Common Ownership from a Transatlantic Perspective is a thoroughly researched work that sheds light on the phenomenon of ‘common ownership’ – a situation in which two or more companies have one or more shareholders in common. The focus has been on parallel non-controlling minority shareholdings held by institutional investors in competing companies. The rise of institutional investors has indeed transformed the landscape of global capital markets, making investment increasingly intermediary-driven and diversified. Consequently, corporate ownership structures have become more intertwined. Over the past decade, common ownership has sparked one of the most dynamic and contentious debates at the intersection of finance, corporate governance, and competition law. Do common owners dampen competition among rival firms? Are institutional investors exerting hidden influence across markets? Or are these concerns overstated and based on fragile theoretical and empirical foundations?
What’s in this book:
Using a doctrinal, primarily comparative approach, enriched by interdisciplinary insights, the author organises her work around the following elements:
Set in a broad socio-economic context, the book evaluates the effectiveness of current US and EU merger and antitrust/competition legislation in addressing the competitive risks of common ownership. Drawing on statutes, legal instruments, case law, and academic literature, the analysis presents the advantages and disadvantages of the main policy proposals presented by academics and puts forward a framework for policy evaluation.
How this will help you:
The intersection of corporate governance and competition law has long been under-researched, and the relationship between finance and competition issues has received even less attention. This book addresses this gap by identifying the practical and doctrinal limits of corporate governance mechanisms in influencing competitive outcomes, integrating theoretical and empirical insights from finance and industrial organisation economics. As a thorough and systematic contribution to a significant legal and economic debate, it will be welcomed by practitioners, policymakers, and academics seeking to understand these complex and consequential developments in contemporary corporate capitalism.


WHAT THE EXERCISE ASKS
Give back each entry unchanged, minus pictures.

Dataset entries on figures
------------
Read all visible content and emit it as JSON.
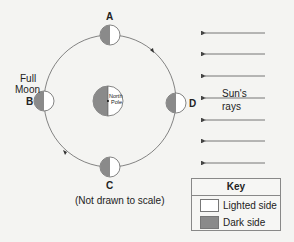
{
  "diagram": {
    "labels": {
      "a": "A",
      "b": "B",
      "c": "C",
      "d": "D",
      "full_moon": [
        "Full",
        "Moon"
      ],
      "earth": [
        "North",
        "Pole"
      ],
      "sun_rays": [
        "Sun's",
        "rays"
      ],
      "note": "(Not drawn to scale)"
    },
    "key": {
      "title": "Key",
      "items": [
        {
          "label": "Lighted side",
          "color": "#ffffff"
        },
        {
          "label": "Dark side",
          "color": "#8a8a8a"
        }
      ]
    },
    "colors": {
      "dark": "#8a8a8a",
      "light": "#ffffff",
      "line": "#555555"
    },
    "ray_count": 7
  }
}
------------
EXERCISE SOLUTION
Read all visible content and emit it as JSON.
{
  "diagram": {
    "labels": {
      "a": "A",
      "b": "B",
      "c": "C",
      "d": "D",
      "full_moon": [
        "Full",
        "Moon"
      ],
      "earth": [
        "North",
        "Pole"
      ],
      "sun_rays": [
        "Sun's",
        "rays"
      ],
      "note": "(Not drawn to scale)"
    },
    "key": {
      "title": "Key",
      "items": [
        {
          "label": "Lighted side",
          "color": "#ffffff"
        },
        {
          "label": "Dark side",
          "color": "#8a8a8a"
        }
      ]
    },
    "colors": {
      "dark": "#8a8a8a",
      "light": "#ffffff",
      "line": "#555555"
    },
    "ray_count": 7
  }
}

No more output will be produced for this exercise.